TomTom Sending Customers’ GPS Data to Police

With the recent fiasco facing iOS and Android devices and their retention of location data it’s nice to know one company out there isn’t leaving speculation to chance but is openly admitting that they provide customer location data to government officials:

Dear TomTom customer,

Customers come first at TomTom.
When you use one of our products we ask for your permission to collect travel time information on
an anonymous basis. The vast majority of you do indeed grant us that permission. When you connect
your TomTom to a computer we aggregate this information and use it for a variety of applications,
most importantly to create high quality traffic information and to route you around traffic jams.

We also make this information available to local governments and authorities. It helps them to
better understand where congestion takes place, where to build new roads and how to make
roads safer.

We are actively promoting the use of this information because we believe we can help make roads
safer and less congested.

We are now aware that the police have used traffic information that you have helped to create to
place speed cameras at dangerous locations where the average speed is higher than the legally
allowed speed limit. We are aware a lot of our customers do not like the idea and we will look at
if we should allow this type of usage.

This is what we really do with the data:

  • We ask for your permission to collect historical data. You can opt in or opt out and can disable the data collection function at any time.
  • If you are using a LIVE device, you receive traffic information in real time and you automatically contribute to generating traffic information.
  • We make all traffic data anonymous. We can never trace it back to you or your device.
  • We turn anonymous data into traffic information to give you the fastest route available and route you through traffic jams in real time.
  • We are working with road authorities around the world to use anonymous traffic information to help make roads flow more efficiently and safer.
  • Our goal is to create a driver community capable of reducing traffic congestion for everyone.

Although they anonymize the data it’s still quite possible to retrieve who location data applies to. For instance you can use records of credit card translations, cell towers the person’s phone was connected to, cameras to find what car was where and when, etc. It would be possible to setup a system to tie this anonymized data to drivers and write them speeding tickets using that system as evidence.

That’s a theoretical problem, a real problem is the fact that the data is being used to setup police revenue sources such as speed cameras. A Dutch firm has openly admitted that they use TomTom customer data to setup speed traps. So this anonymized data is actually being used to cost you money for something that isn’t actually dangerous as currently implemented (in other words speed limits aren’t actually a safety limit but an arbitrarily selected number).

Anonymous collection and transmission of data is a threat with any device capable of determining a location and sending data. Cell phones are the best tracking devices on the planet as a side effect of how they work. But TomTom has openly admitted they send not just location data but data relating to customer travel times which is then given to government entities. This providing of data sets up a mechanism that could allow for government agencies automatically writing tickets or performing other actions that will cost you money. Personally I find that disgusting.

Let this also be a lesson to those who don’t actually read the end user license agreements of the devices and software they use.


**What is expected:** Search the material for the word "body" and copy each line that holds it.

**Data shown:**
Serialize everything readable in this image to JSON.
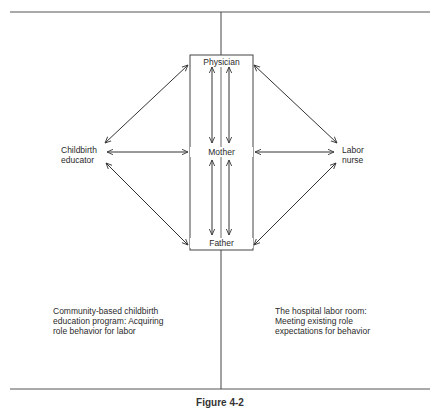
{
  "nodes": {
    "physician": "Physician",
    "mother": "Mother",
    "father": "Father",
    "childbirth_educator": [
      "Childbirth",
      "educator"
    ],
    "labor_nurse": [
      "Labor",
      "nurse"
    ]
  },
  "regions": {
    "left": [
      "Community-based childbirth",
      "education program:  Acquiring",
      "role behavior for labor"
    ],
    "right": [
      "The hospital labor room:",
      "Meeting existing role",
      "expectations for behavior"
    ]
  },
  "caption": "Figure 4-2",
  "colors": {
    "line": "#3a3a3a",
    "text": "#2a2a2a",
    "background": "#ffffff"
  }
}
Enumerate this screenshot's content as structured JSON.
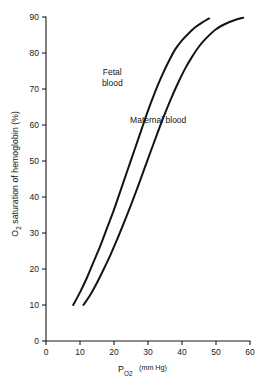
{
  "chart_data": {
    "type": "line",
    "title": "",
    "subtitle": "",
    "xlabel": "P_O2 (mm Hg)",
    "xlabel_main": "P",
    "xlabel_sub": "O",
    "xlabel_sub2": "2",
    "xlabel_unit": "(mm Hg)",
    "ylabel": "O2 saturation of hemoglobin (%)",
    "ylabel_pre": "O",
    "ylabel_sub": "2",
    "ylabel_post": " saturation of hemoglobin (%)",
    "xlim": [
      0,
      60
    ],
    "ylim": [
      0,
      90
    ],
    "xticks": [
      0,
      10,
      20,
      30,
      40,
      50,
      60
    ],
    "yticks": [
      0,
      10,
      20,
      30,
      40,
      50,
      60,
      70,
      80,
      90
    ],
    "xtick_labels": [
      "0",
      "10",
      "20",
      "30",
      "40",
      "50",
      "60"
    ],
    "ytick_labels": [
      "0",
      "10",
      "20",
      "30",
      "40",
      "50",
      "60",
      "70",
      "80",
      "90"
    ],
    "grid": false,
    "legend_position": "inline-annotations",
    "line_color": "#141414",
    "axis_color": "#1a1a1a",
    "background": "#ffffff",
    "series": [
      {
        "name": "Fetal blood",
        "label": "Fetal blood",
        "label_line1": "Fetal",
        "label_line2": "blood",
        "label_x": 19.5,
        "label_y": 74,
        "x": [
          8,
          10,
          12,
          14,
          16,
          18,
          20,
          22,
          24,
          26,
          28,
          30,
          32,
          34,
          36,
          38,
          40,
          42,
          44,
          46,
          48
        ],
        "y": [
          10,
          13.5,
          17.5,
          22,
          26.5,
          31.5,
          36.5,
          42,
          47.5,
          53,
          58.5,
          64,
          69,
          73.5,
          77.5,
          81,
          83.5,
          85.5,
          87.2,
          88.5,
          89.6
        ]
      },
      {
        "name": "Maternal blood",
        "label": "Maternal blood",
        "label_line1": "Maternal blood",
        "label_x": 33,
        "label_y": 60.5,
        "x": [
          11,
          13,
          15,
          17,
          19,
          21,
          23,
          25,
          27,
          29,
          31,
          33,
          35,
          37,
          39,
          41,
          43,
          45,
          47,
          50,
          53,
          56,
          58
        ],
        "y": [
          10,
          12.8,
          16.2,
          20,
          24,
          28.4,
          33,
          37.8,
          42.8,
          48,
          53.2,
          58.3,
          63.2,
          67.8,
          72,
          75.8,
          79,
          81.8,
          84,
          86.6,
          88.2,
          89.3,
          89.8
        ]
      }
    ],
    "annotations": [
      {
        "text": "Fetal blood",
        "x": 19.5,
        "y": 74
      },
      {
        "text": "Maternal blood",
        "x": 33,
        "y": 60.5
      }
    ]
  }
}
* * *
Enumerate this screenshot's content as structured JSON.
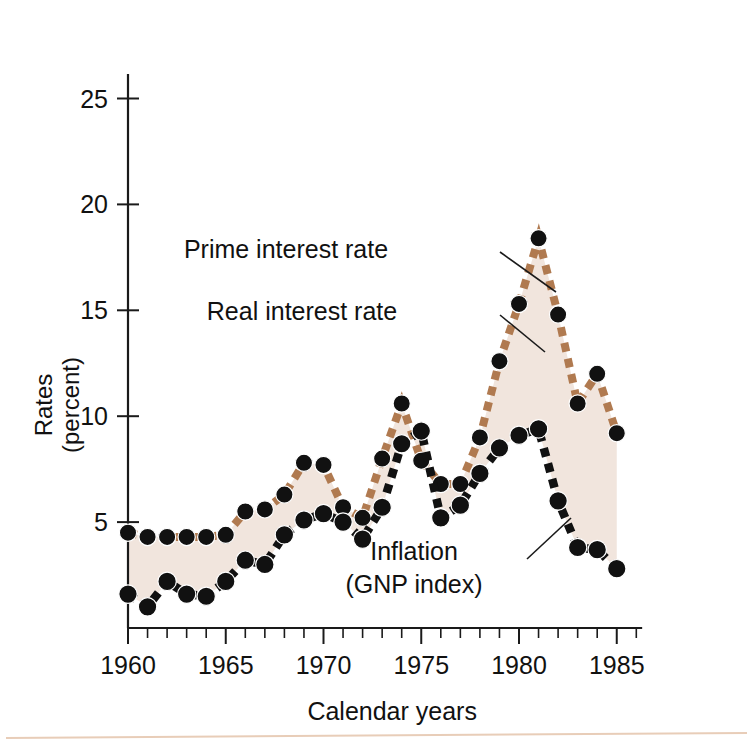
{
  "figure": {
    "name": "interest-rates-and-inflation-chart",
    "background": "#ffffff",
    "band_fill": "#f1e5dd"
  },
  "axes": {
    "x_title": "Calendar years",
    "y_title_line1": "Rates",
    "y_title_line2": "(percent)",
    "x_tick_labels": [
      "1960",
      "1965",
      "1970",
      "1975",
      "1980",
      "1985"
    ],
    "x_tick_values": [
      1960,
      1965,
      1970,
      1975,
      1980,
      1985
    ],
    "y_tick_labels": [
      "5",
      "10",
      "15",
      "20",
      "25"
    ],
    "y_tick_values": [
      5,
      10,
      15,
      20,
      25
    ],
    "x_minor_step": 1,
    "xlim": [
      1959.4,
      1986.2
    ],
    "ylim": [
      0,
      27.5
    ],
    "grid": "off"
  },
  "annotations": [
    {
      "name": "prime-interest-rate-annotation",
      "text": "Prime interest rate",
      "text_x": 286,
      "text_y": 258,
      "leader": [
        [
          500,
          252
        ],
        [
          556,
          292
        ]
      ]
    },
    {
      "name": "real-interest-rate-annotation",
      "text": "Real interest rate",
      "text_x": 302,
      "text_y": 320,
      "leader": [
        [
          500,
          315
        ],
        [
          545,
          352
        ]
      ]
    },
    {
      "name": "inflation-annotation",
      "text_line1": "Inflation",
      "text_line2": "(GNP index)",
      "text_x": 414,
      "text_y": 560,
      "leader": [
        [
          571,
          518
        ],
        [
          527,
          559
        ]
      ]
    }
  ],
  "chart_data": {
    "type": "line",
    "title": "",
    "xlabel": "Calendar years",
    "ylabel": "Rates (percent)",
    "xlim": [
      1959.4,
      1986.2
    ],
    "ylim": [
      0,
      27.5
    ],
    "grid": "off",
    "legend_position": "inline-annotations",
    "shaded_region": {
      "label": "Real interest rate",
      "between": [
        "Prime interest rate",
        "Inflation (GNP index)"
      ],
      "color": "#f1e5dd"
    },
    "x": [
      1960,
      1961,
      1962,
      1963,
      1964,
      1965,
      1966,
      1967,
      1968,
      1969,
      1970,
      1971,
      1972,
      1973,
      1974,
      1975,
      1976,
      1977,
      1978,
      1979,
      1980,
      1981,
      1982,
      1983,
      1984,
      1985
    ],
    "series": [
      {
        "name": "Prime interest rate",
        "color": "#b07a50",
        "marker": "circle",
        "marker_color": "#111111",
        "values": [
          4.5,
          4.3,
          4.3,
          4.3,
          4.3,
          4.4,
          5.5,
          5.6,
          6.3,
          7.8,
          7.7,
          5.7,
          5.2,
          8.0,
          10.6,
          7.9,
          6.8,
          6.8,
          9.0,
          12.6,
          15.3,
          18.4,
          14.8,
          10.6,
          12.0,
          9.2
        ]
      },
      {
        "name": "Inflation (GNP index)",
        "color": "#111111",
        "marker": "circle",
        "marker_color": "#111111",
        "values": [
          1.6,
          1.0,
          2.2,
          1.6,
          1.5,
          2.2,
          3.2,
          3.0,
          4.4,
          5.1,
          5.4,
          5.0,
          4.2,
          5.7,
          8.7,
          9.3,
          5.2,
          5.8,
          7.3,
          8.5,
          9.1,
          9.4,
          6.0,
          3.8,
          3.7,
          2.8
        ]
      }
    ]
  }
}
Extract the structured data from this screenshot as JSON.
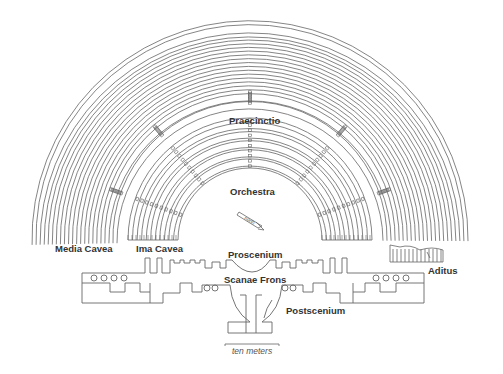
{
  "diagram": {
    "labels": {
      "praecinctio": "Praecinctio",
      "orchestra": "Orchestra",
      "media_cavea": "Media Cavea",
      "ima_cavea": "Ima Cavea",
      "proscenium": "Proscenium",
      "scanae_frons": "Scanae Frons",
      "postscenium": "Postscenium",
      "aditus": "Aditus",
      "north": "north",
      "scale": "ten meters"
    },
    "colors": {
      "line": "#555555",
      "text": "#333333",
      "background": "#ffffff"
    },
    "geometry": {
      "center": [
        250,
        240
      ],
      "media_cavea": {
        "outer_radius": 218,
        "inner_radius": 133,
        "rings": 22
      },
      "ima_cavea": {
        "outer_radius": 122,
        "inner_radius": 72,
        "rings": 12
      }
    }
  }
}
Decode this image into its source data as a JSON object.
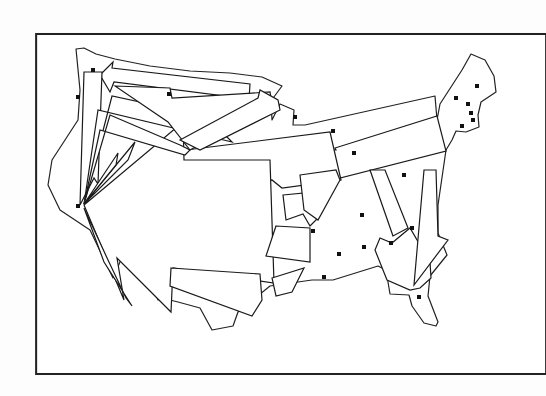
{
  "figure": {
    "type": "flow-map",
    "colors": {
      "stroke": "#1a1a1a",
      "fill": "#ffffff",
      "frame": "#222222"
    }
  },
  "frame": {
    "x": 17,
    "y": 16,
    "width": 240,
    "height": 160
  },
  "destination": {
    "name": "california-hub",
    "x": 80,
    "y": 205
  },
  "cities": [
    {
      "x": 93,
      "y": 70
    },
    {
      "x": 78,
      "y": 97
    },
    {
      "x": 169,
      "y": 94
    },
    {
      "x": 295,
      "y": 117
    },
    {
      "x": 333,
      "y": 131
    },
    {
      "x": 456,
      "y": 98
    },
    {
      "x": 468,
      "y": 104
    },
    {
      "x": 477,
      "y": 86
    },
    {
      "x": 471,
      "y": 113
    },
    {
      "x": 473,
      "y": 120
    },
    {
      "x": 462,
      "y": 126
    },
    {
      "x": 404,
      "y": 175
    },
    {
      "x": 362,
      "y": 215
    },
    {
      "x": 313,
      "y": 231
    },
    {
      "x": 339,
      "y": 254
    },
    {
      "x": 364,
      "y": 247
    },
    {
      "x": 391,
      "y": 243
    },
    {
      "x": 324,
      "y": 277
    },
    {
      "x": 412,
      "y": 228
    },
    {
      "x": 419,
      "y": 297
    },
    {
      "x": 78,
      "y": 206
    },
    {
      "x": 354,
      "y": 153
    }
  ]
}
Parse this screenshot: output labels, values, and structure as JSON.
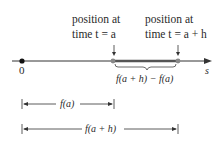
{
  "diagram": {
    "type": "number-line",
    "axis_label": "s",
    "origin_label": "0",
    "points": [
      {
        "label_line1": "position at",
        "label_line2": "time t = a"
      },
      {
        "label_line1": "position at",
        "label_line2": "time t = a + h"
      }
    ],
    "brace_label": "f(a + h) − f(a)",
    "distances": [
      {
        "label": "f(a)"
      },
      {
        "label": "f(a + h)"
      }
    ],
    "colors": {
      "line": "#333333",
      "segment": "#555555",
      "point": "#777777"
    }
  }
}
...
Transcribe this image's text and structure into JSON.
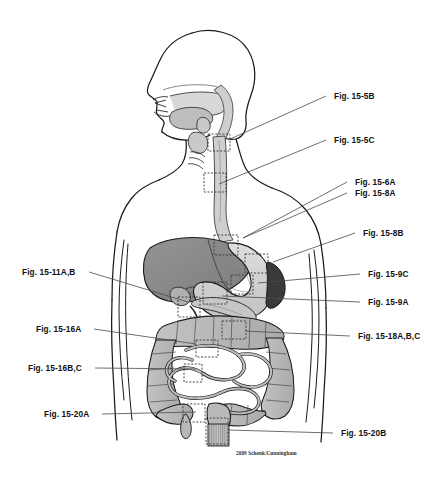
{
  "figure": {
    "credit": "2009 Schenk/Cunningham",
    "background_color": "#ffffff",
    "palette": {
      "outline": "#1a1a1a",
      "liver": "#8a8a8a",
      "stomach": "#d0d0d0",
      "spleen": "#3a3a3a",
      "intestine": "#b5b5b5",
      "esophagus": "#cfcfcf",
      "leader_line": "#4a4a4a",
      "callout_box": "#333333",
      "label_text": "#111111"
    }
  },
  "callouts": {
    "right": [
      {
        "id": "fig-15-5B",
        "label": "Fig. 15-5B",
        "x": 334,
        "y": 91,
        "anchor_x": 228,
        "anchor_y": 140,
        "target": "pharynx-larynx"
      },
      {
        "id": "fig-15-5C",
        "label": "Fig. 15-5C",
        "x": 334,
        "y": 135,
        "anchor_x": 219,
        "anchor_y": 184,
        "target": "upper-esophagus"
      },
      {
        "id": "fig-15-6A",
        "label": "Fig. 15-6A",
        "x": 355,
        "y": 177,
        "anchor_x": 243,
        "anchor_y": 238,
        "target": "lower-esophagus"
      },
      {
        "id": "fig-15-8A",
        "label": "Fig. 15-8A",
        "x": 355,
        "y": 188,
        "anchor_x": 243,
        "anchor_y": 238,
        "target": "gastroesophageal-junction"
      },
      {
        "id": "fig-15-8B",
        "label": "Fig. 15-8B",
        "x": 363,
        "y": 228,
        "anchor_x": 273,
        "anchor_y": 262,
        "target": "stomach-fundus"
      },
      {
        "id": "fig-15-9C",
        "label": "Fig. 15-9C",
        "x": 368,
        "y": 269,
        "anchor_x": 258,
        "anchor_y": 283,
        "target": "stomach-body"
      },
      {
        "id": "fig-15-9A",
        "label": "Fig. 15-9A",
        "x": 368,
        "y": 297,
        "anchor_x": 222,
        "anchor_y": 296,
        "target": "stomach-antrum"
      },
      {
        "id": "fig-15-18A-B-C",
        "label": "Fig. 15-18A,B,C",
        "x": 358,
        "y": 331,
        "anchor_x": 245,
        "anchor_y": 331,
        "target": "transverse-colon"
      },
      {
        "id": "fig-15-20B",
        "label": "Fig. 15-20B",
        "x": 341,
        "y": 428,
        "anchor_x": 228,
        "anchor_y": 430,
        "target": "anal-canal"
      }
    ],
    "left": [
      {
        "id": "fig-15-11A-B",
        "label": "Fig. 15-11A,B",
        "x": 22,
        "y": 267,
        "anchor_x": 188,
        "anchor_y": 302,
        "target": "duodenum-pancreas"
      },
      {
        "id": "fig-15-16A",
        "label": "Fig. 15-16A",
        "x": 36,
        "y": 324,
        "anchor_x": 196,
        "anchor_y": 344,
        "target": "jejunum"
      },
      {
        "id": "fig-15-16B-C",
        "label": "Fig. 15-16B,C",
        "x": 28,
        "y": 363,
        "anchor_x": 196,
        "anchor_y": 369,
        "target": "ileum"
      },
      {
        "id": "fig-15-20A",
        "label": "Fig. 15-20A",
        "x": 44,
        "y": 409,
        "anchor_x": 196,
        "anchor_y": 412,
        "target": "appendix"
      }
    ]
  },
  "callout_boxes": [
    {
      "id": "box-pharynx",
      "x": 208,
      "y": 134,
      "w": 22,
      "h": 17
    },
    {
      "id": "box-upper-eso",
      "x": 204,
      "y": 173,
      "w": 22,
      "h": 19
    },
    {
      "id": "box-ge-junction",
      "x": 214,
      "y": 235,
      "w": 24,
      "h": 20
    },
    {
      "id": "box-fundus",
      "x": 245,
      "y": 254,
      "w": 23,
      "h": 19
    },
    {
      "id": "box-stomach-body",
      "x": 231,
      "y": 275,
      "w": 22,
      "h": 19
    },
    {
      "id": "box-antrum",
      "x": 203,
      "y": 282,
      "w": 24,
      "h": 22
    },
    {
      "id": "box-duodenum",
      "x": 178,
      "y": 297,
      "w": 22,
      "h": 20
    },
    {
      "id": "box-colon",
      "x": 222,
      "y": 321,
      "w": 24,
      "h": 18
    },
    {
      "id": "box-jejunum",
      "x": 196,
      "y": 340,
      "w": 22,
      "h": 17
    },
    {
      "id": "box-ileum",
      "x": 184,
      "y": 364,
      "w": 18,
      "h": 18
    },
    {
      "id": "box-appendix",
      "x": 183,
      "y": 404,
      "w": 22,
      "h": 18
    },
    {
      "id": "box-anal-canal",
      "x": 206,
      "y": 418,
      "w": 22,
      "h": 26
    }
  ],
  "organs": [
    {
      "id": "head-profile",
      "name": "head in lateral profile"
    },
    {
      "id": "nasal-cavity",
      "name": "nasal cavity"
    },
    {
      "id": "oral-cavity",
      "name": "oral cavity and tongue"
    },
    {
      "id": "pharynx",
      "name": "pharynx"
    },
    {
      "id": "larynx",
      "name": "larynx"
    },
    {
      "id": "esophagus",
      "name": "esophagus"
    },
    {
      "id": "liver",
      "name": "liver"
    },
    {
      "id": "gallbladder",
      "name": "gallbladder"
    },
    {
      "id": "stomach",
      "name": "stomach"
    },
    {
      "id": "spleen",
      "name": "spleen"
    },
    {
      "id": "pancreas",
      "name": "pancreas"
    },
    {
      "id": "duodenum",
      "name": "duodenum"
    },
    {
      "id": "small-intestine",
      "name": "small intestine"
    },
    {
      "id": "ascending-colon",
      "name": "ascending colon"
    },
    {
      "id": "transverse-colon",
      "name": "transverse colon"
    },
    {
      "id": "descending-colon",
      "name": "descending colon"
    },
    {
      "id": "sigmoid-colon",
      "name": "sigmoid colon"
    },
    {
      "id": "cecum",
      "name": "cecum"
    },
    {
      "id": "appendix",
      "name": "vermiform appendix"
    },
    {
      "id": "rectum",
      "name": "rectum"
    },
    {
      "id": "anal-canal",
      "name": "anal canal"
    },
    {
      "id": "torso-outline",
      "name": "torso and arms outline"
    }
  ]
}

**Your response:**
        "target": "stomach-body"
      "id": "box-stomach-body",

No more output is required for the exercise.